Wednesday, November 24, 2021

Let Them Buy Electric Cars!

President Biden channeled Marie Antoinette yesterday:

"For the hundreds of thousands of folks who bought one of those electric cars, they’re going to save $800 to $1000 in fuel costs this year,” Biden said, referring to the $112,595 electric Hummer pickup he test drove at a General Motors factory in Detroit earlier this month.

The least expensive new electric car is the 2022 Nissan Leaf, with a starting price of $28,375. You can get a used Leaf cheaper, but they're still more expensive than comparable gas-driven cars. But not many people currently suffering from high gas prices will come out better, since trading in a gas-driven car will bring a new, higher car payment no matter what.

Another issue is vehicle range. Available models start at about 100 miles, which for many commutes is a single round trip. Recharging can take from 30 minutes to 12 hours, so you can't just swing by the corner gas station to fill up. Longer trips other than commutes are problematic. Conversion just isn't a practical option for most people given current costs and technology..

Beyond that, there are other questions like the need to upgrade the electrical grid if significantly more people are charging those electric cars. If that isn't done, the grid becomes less reliable, so that there are tradeoffs in social costs as well as family budgets. These issues can't be dismissed with a wave of the hand.

But there's a bigger question here -- what is the formal cause of President Biden's remarks? In Aristotelian terms, what's the plan behind them? Joel Kotkin has the most insightful take I've seen so far, which matches my own view that Marx had nothing to say about climate change or gender dysphoria, and he didn't think the Lumpenproletariat was a reliable working class ally:

[U]nlike the social democracy movements that followed World War Two, the New Socialism focusses not on material aspirations but on climate change, gender, and race. While the old socialism sought to represent the ordinary labourer, many on the Left today seem to have little more than contempt for old working-class base and its often less than genteel views on issues such as Critical Race Theory.

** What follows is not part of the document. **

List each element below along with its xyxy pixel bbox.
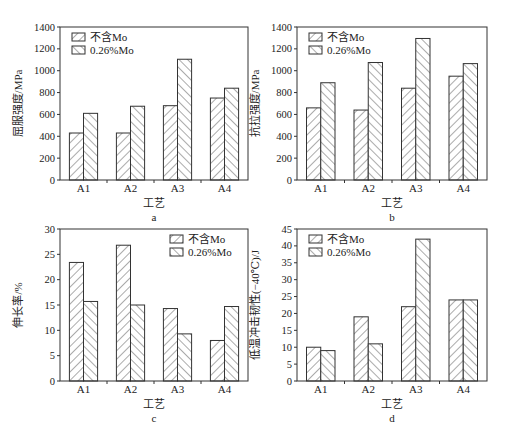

Yet perhaps the most critical difference between traditional socialism and its new form relates to growth. The New Socialism’s emphasis on climate change necessarily removes economic growth as a priority. Quite the opposite, in fact: the Green agenda looks instead towards a shrinking economy and lowered living standards, seeking to elevate favoured groups within a stagnant economy rather than generating opportunities for the general population.

. . . But there can be little doubt that the biggest change is taking place on the Left. Historically, the British and Australian Labour Parties, the French Socialist Party, America’s Democrats and Canada’s Liberals evolved from a strong working-class base. But in recent years, for both economic and cultural reasons, these parties have become dominated by professionals, academics and government workers increasingly bent on introducing paternalistic, puritan policies.

I don't think he pays enough attention to the actual political dynamic. Most "professionals, academics and government workers" are still middle class -- they're computer programmers, community college instructors (increasingly untenured), administrators, and paper pushers. They have to fill the gas tanks on their older cars like everyone else. They're faring no better than UPS drivers or construction workers, unionized or not.

There's a separate class of elites, the Dr Faucis, Speaker Pelosis, or Al Gores who fly to climate conferences on private jets and go blithely unmasked at lavish parties. (Why didn't Prince Charles ride to Glasgow on the all electric royal train, by the way? Why doesn't Biden tell the secret service to get him an electric presidential limo?)

The current de facto policy objective is actually to punish the working and middle classes by reducing their liviing standards, subjecting them to ever increasing levels of crime, and implementing pansexualist policies that, via discouraging marriage, allowing men into women's toilet facilities, and allowing men to compete in women's sports, reduce the status of women.

Kotkin concludes his piece by hoping the left can rediscover its working-class roots, but the utopia envisioned by the current elites has nothing to do with traditional leftism. The policy the elites seem to be aiming at is a new aristocracy that consumes the resources of subordinated, demoralized middle and working classes.

President Biden is fully on board with this -- this isn't a cognitive issue. His refusal to answer questions even from a generally sympathetic press is an inevitable passive-aggressive strategy forced on him by his insistence on continuing unpopular and unworkable polcies.